GBIF. 2019. Global Biodiversity Information Facility (GBIF) Database. Global Biodiversity Information Facility. http://www.gbif.org/. Accessed on 08/13/2019.
Gordon, D. P., and Mawatari, S. F. 1992. Atlas of marine-fouling Bryozoa of New-Zealand ports and harbours. Miscellaneous Publication New Zealand Oceanographic Institute.
Green, A. J., and Figuerola, J. 2005. Recent advances in the study of long-distance dispersal of aquatic invertebrates via birds. Diversity and Distributions 11(2): 149-156.
Kipp, R., Bailey, S. A., MacIsaac, H. J., and Ricciardi, A. 2010. Transoceanic ships as vectors for nonindigenous freshwater bryozoans. Diversity and Distributions 16(1): 77-83.
Nehring, S. 2002. Biological invasions into German waters: an evaluation of the importance of different human-mediated vectors for nonindigenous macrozoobenthic species. Pages 373-383 in Leppäkoski, E., S. Gollasch, and S. Olenin, eds. Invasive aquatic species of Europe: distribution, impacts, and management. Kluwer Adademic Publishers. Dordrecht, The Netherlands.
Ricciardi, A., and H.M. Reiswig. 1994. Taxonomy, distribution, and ecology of the freshwater bryozoans (Ectoprocta) of eastern Canada.

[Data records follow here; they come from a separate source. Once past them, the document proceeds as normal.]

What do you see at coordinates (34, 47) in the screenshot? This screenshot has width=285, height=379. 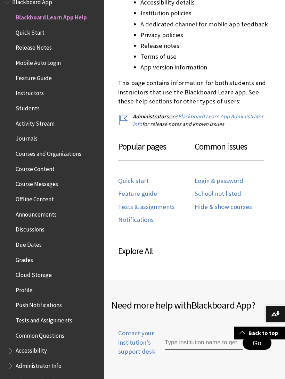 I see `span: Release Notes` at bounding box center [34, 47].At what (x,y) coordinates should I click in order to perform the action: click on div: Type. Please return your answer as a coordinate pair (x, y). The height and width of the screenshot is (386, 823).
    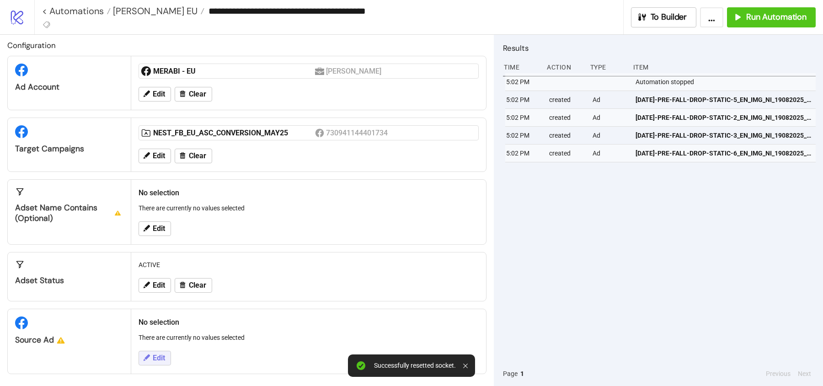
    Looking at the image, I should click on (607, 67).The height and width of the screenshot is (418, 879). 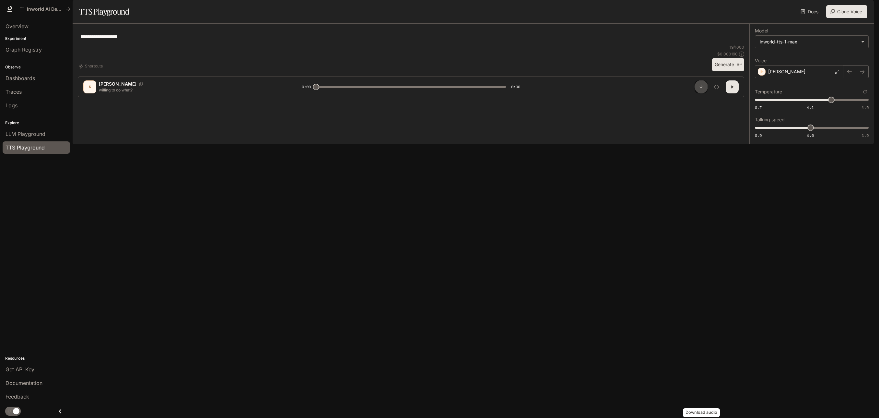 What do you see at coordinates (45, 9) in the screenshot?
I see `p: Inworld AI Demos` at bounding box center [45, 9].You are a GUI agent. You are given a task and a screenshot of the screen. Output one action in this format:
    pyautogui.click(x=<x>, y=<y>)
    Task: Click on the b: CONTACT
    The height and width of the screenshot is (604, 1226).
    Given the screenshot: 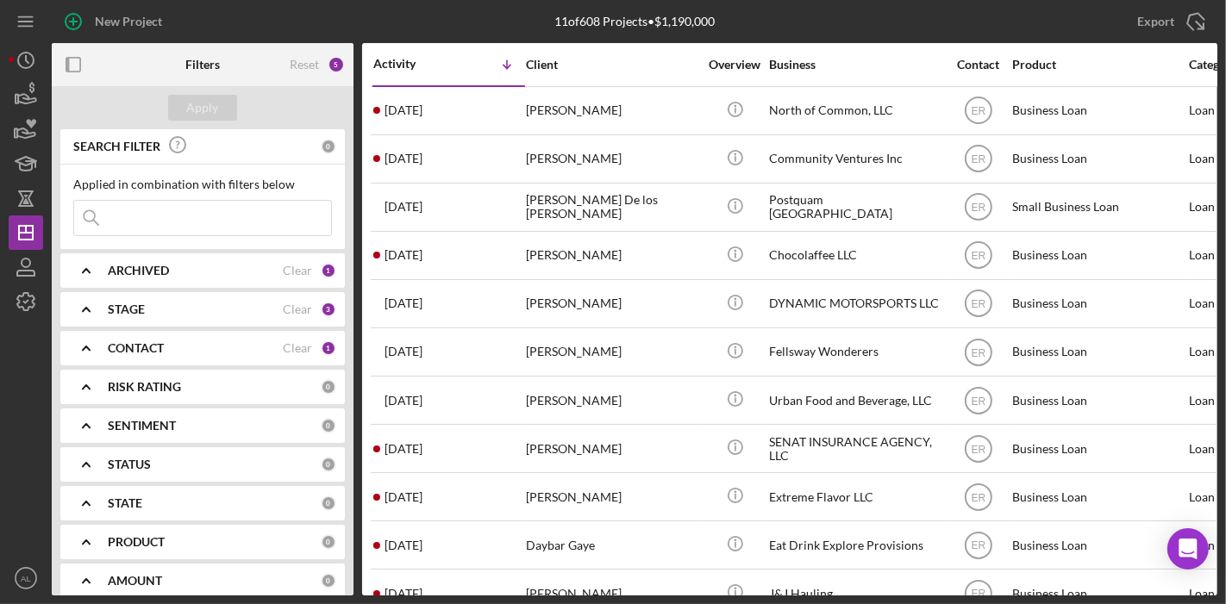 What is the action you would take?
    pyautogui.click(x=135, y=348)
    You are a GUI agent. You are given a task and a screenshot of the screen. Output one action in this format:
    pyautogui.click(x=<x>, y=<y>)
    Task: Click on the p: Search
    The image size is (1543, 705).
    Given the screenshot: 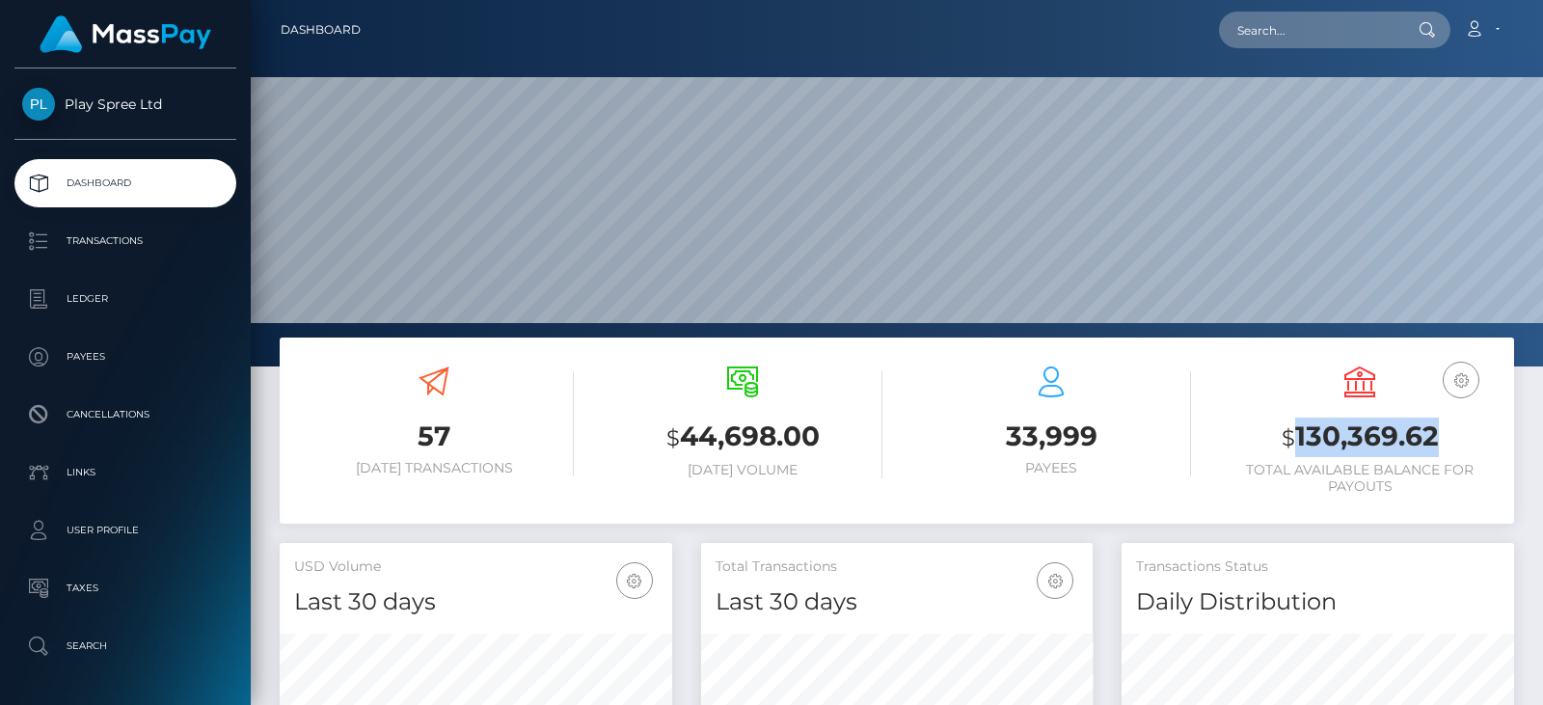 What is the action you would take?
    pyautogui.click(x=125, y=646)
    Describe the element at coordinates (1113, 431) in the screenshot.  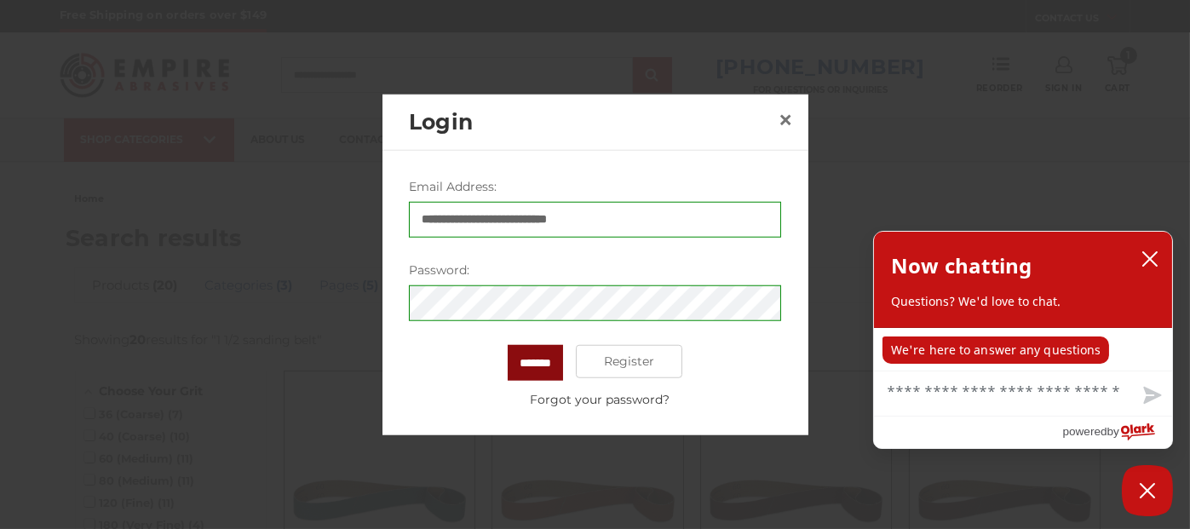
I see `span: by` at that location.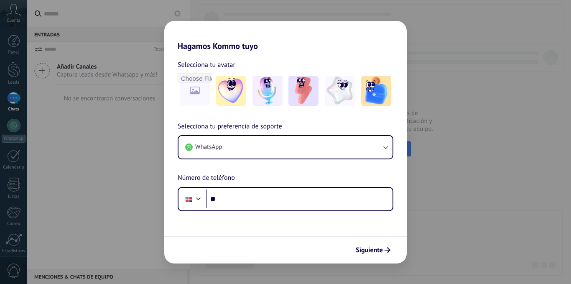 The image size is (571, 284). What do you see at coordinates (340, 91) in the screenshot?
I see `img: -4.jpeg` at bounding box center [340, 91].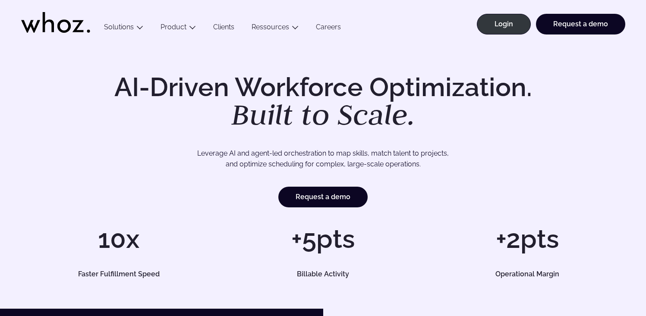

Canadian Journal of Zoology 72(2):339-359.
Rubini, A., Pieroni, G., Elia, A. C., Zippilli, L., Paolocci, F., and Taticchi, M. I. 2011. Novel morphological and genetic tools to discriminate species among the family Plumatellidae (Phylactolaemata, Bryozoa). Hydrobiologia 664(1): 81-93.
Thorp, J.H., and A.P. Covich. 2010. Ecology and Classification of North American Freshwater Invertebrates (Third Edition). Academic Press, Elsevier Inc, San Diego, CA.

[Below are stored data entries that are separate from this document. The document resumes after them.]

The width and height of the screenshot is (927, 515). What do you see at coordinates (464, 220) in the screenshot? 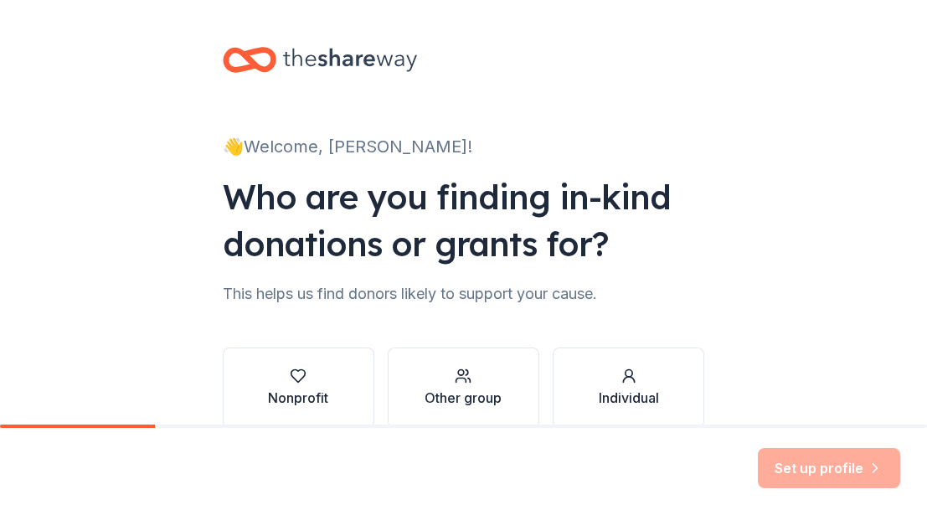
I see `div: Who are you finding in-kind donations or grants for?` at bounding box center [464, 220]. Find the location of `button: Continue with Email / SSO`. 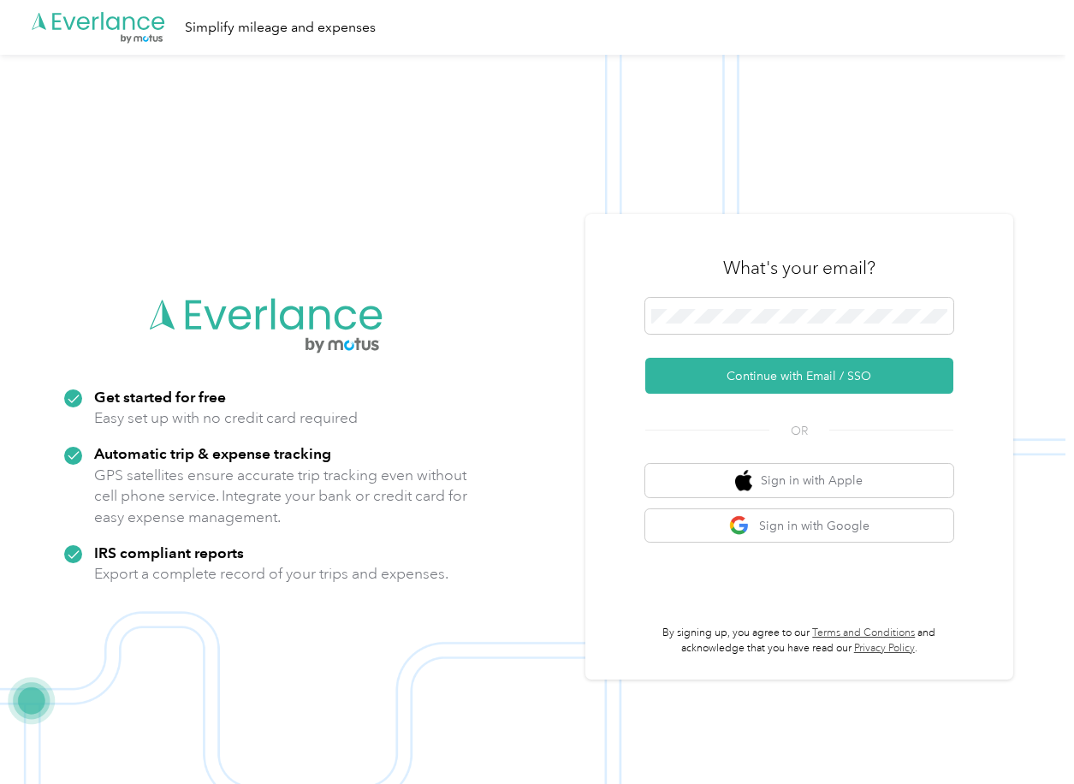

button: Continue with Email / SSO is located at coordinates (800, 376).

Wood, T. S., and Marsh, T. G. 1999. Biofouling of wastewater treatment plants by the freshwater bryozoan, Plumatella vaihiriae (Hastings, 1929). Water Research 33(3): 609-614.
Wood, T. S., Wood, L. J., Geimer, G., and Massard, J. 1998. Freshwater bryozoans of New Zealand: a preliminary survey. New Zealand Journal of Marine and Freshwater Research 32(4): 639-648.
Wood, T.S. 2010. Bryozoans. Pages 437-454 in Thorp, J.H., and A.P. Covich, eds. Ecology and classification of North American freshwater invertebrates. Academic Press, London, United Kingdom. London, UK.